The first was Mark McKeague, a colleague in The New York Times’s research and development department. I started by downloading FakeApp and enlisting two technical experts to help me. The user then signed off with a shrug: “Godspeed rebels.” Making DeepfakesĪfter lurking for several weeks in Reddit’s deepfake community, I decided to see how easy it was to create a (safe for work, nonpornographic) deepfake using my own face. The post raised the ontological questions at the heart of the deepfake debate: Does a naked image of Person A become a naked image of Person B if Person B’s face is superimposed in a seamless and untraceable way? In a broader sense, on the internet, what is the difference between representation and reality? “This is turning into an episode of Black Mirror,” wrote one Reddit user. But while out in the open, it gave an unsettling peek into the future. The deepfake creator community is now in the internet’s shadows. And a few expressed moral qualms about putting the technology into the world.
Others moved their videos to alternative platforms, rightly anticipating that Reddit would crack down under its rules against nonconsensual pornography. Some users on Reddit defended deepfakes and blamed the media for overhyping their potential for harm. A post titled “3D face reconstruction for additional angles” sat next to videos with titles like “(Not) Olivia Wilde playing with herself.” Pornhub, Twitter and other sites quickly banned the videos, and Reddit closed a handful of deepfake groups, including one with nearly 100,000 members.īefore the Reddit deepfake groups were closed, they hosted a mixture of users trading video-editing tips and showing off their latest forgeries. Recently, FakeApp set off a panic after Motherboard, the technology site, reported that people were using it to create pornographic deepfakes of celebrities. Lawmakers have already begun to worry about how deepfakes could be used for political sabotage and propaganda.Įven on morally lax sites like Reddit, deepfakes have raised eyebrows. It’s not hard to imagine this technology’s being used to smear politicians, create counterfeit revenge porn or frame people for crimes. Since a version of the app appeared on Reddit in January, it has been downloaded more than 120,000 times, according to its creator.ĭeepfakes are one of the newest forms of digital media manipulation, and one of the most obviously mischief-prone.
FakeApp makes it free and relatively easy to create realistic face swaps and leave few traces of manipulation.
Social media apps like Snapchat include some rudimentary face-morphing technology.īut in recent months, a community of hobbyists has begun experimenting with more powerful tools, including FakeApp - a program that was built by an anonymous developer using open-source software written by Google. Until recently, realistic computer-generated video was a laborious pursuit available only to big-budget Hollywood productions or cutting-edge researchers. The hybrid was uncanny - if you didn’t know better, you might have thought it was really her. Obama’s face onto the body of a pornographic film actress. It was created using a program called FakeApp, which superimposed Mrs. The video, which appeared on the online forum Reddit, was what’s known as a “deepfake” - an ultrarealistic fake video made with artificial intelligence software.
Then, the former first lady’s doppelgänger began to strip.
Wearing a low-cut top with a black bra visible underneath, she writhed lustily for the camera and flashed her unmistakable smile. In the room was Michelle Obama, or someone who looked exactly like her. The scene opened on a room with a red sofa, a potted plant and the kind of bland modern art you’d see on a therapist’s wall.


*Required work*: Your response must be made up of each line in the data below that contains the string "depth".

*Data supplied*:
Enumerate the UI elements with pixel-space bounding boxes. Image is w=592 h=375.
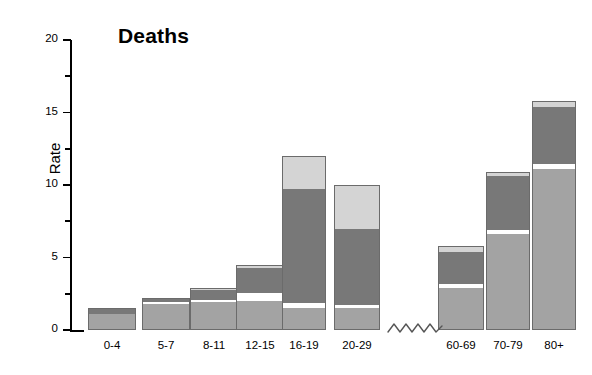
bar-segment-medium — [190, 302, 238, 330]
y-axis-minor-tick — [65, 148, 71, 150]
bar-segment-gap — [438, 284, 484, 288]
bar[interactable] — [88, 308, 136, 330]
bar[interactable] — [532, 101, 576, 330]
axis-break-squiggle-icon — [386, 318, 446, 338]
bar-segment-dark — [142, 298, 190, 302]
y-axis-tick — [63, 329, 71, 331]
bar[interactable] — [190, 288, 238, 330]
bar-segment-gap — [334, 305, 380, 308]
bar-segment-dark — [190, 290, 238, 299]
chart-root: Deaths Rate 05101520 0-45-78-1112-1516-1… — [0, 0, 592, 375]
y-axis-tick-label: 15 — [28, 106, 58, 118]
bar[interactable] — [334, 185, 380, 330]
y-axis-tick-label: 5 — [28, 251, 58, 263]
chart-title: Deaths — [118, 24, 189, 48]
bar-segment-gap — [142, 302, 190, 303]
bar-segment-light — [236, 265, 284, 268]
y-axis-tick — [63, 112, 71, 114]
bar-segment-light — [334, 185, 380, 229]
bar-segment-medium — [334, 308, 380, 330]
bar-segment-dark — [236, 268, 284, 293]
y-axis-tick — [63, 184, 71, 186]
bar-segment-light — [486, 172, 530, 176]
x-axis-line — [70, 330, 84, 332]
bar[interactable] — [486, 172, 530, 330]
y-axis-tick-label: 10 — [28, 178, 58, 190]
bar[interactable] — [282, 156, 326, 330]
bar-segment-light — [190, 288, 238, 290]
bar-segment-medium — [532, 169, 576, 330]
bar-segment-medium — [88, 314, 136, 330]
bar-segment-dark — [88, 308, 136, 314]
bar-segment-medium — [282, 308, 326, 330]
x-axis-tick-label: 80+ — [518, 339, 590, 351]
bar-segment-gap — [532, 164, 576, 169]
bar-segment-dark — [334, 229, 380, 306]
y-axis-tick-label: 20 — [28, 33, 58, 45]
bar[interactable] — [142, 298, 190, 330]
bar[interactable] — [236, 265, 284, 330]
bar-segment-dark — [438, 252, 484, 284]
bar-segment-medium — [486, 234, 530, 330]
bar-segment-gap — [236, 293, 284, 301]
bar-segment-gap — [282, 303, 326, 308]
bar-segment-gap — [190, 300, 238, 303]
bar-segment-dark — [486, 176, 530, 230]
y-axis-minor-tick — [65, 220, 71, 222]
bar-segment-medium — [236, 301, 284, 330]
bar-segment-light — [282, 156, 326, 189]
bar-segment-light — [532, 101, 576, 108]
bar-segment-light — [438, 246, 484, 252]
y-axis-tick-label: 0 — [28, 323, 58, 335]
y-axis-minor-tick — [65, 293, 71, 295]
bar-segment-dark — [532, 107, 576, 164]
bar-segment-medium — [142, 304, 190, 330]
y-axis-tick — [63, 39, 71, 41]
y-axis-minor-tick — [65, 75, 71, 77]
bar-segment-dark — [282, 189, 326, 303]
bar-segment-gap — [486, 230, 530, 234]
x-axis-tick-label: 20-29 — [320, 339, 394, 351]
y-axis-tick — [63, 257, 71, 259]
--
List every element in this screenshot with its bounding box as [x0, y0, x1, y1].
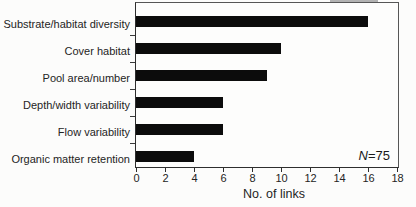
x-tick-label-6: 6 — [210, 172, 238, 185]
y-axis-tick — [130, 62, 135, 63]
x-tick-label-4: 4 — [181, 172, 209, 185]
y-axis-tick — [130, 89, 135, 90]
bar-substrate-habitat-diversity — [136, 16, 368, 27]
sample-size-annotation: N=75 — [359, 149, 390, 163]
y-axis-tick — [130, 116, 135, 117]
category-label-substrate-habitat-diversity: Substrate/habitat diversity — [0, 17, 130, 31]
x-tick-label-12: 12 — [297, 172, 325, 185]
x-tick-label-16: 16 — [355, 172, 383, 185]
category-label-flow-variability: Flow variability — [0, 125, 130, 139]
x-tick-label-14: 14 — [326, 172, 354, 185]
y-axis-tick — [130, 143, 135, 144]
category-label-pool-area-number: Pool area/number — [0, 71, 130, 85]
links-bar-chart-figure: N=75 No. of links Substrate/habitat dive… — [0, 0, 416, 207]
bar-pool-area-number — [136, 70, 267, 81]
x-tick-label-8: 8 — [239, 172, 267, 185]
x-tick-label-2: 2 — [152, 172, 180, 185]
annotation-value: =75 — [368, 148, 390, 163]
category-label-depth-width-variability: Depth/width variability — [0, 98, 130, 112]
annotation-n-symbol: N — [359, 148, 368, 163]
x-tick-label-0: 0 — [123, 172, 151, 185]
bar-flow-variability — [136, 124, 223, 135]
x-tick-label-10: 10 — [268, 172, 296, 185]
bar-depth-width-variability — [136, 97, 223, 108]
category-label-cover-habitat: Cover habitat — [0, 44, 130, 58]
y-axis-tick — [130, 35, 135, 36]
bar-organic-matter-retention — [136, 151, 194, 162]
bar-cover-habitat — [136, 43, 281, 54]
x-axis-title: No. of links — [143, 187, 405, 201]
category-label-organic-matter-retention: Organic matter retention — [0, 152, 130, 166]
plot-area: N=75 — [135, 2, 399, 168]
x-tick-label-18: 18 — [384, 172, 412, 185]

*Task answer*:
category-label-depth-width-variability: Depth/width variability — [0, 98, 130, 112]
bar-depth-width-variability — [136, 97, 223, 108]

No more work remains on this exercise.